A US-sponsored resolution
adopted by the UNHRC last March established an international inquiry
into Sri Lankan war crimes that is due to report in March. The Sirisena
government has called on the US and UNHRC to drop the international
inquiry promising a “domestic inquiry” instead. In all this manoeuvring
about “human rights,” none of those involved—the US, its various allies
the European Union and Sri Lanka—has the slightest interest in the
justice for the tens of thousands of civilians killed or the many other
victims of the Sri Lankan security forces.
Biswal lauded the “many
positive steps” already taken the Sirisena government while warning
that “there is a lot of hard work ahead and some difficult challenges.”
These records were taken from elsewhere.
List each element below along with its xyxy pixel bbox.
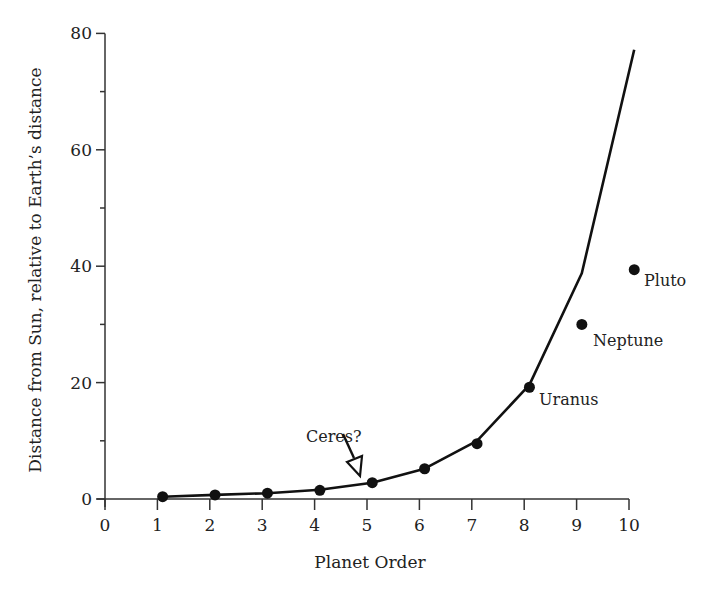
x-tick-label: 9 [571, 515, 582, 535]
planet-point [629, 264, 640, 275]
y-tick-label: 40 [70, 256, 92, 276]
planet-point [262, 488, 273, 499]
x-tick-label: 2 [204, 515, 215, 535]
annotations: Ceres? Uranus Neptune Pluto [306, 271, 686, 476]
x-tick-label: 7 [466, 515, 477, 535]
y-tick-label: 60 [70, 140, 92, 160]
planet-point [576, 319, 587, 330]
planet-point [419, 463, 430, 474]
uranus-label: Uranus [539, 390, 599, 409]
neptune-label: Neptune [593, 331, 663, 350]
predicted-curve-line [163, 50, 635, 497]
predicted-curve [163, 50, 635, 497]
ceres-label: Ceres? [306, 427, 362, 446]
x-tick-label: 10 [618, 515, 640, 535]
planet-point [314, 485, 325, 496]
axes [97, 33, 629, 507]
planet-points [157, 264, 640, 502]
x-tick-label: 0 [100, 515, 111, 535]
x-tick-label: 6 [414, 515, 425, 535]
x-tick-label: 4 [309, 515, 320, 535]
x-tick-label: 8 [519, 515, 530, 535]
x-tick-label: 3 [257, 515, 268, 535]
planet-point [367, 477, 378, 488]
x-tick-label: 5 [362, 515, 373, 535]
x-axis-label: Planet Order [314, 552, 426, 572]
planet-point [210, 489, 221, 500]
y-axis-label: Distance from Sun, relative to Earth’s d… [25, 67, 45, 472]
y-tick-label: 20 [70, 373, 92, 393]
y-tick-label: 0 [81, 489, 92, 509]
planet-distance-chart: 020406080012345678910 Ceres? Uranus Nept… [0, 0, 714, 597]
x-tick-label: 1 [152, 515, 163, 535]
planet-point [472, 438, 483, 449]
pluto-label: Pluto [644, 271, 686, 290]
planet-point [524, 382, 535, 393]
planet-point [157, 491, 168, 502]
y-tick-label: 80 [70, 23, 92, 43]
The “positive steps” she had in mind were above all in the arena of
foreign policy. Sirisena appointed the pro-US UNP leader Wickremesinghe
as prime minister and has already moved to mend strained relations with
India, Washington’s key strategic partner in South Asia.
Foreign
Minister Samaraweera visited India two weeks ago and Sirisena is due to
visit New Delhi on February 16. Samaraweera will visit the US on
February 12 to meet US Secretary of State John Kerry. The new government
has already signaled its readiness to review Rajapakse’s policies of
giving substantial economic and strategic concessions to Beijing.
Britain
has also hailed the new Sri Lankan government. Junior foreign minister
Hugo Swire concluded a two-day visit to Colombo on January 31 and met
with Sirisena, Wickremesinghe and several other senior ministers. He
praised the government’s policies, declaring: “It is also heartening to
see such a renewed desire to reconcile communities and seek a long-term
peace for Sri Lanka.”
The change of attitude towards Sri Lanka in
the foreign policy establishment in Washington has been marked. In a
“counseling article” to the Brookings Institute, former US ambassador to
Colombo Teresita Schaffer called on the US State Department to “lower
its voice” on human rights in Sri Lanka.
Schaffer declared: “His
[Sirisena's] election presents an opportunity to reset Sri Lanka’s
relations with India and the United States. To do this, he and his
foreign friends will need tact and creativity, and he will need all his
political skills to keep the coalition together. A good place to start
would be to suspend action on the annual UN Human Rights Commission
resolution on Sri Lanka while the new team gets its balance.”
Former US Deputy Secretary of State Richard Armitage co-authored a comment in the Wall Street Journal
with Kara Bue, a former Deputy Assistant Secretary of State for
Political Military Affairs, and Lisa Curtis, from the right-wing
Heritage Foundation, that bluntly set out US motivations behind its
support for Sirisena.
The article declared: “Now is the time for
the U.S. to develop a roadmap for reviving ties with Sri Lanka that
reflects the broad array of US interests, including respect for human
rights, democracy and the rule of law, as well as enhancing trade and
regional economic integration and securing the Indo-Pacific…
“Without
plans for restoring US-Sri Lankan relations, Washington risks losing an
opportunity to deepen ties with a strategically located island nation
of 21 million people. Sri Lankans have taken a major step forward in
re-establishing democracy. Under Mr. Sirisena, the country stands to
remove itself from China’s Indian Ocean ‘string of pearls.’”
Biswal’s
trip was precisely to restore US relations with Sri Lanka in order to
secure the strategically located island. China has financed the
construction of a new harbour in southern Sri Lanka as part of its
“string of pearls”—port facilities designed to protect its crucial
shipping routes across the Indian Ocean.
Under Sirisena, Sri Lanka
is now being more closely integrated into the Pentagon’s war
planning—which includes a US economic blockade of China by cutting off
its essential supplies of energy and raw materials from Africa and the
Middle East. This poses grave dangers to the working class and oppressed
masses throughout South Asia and the world as a whole.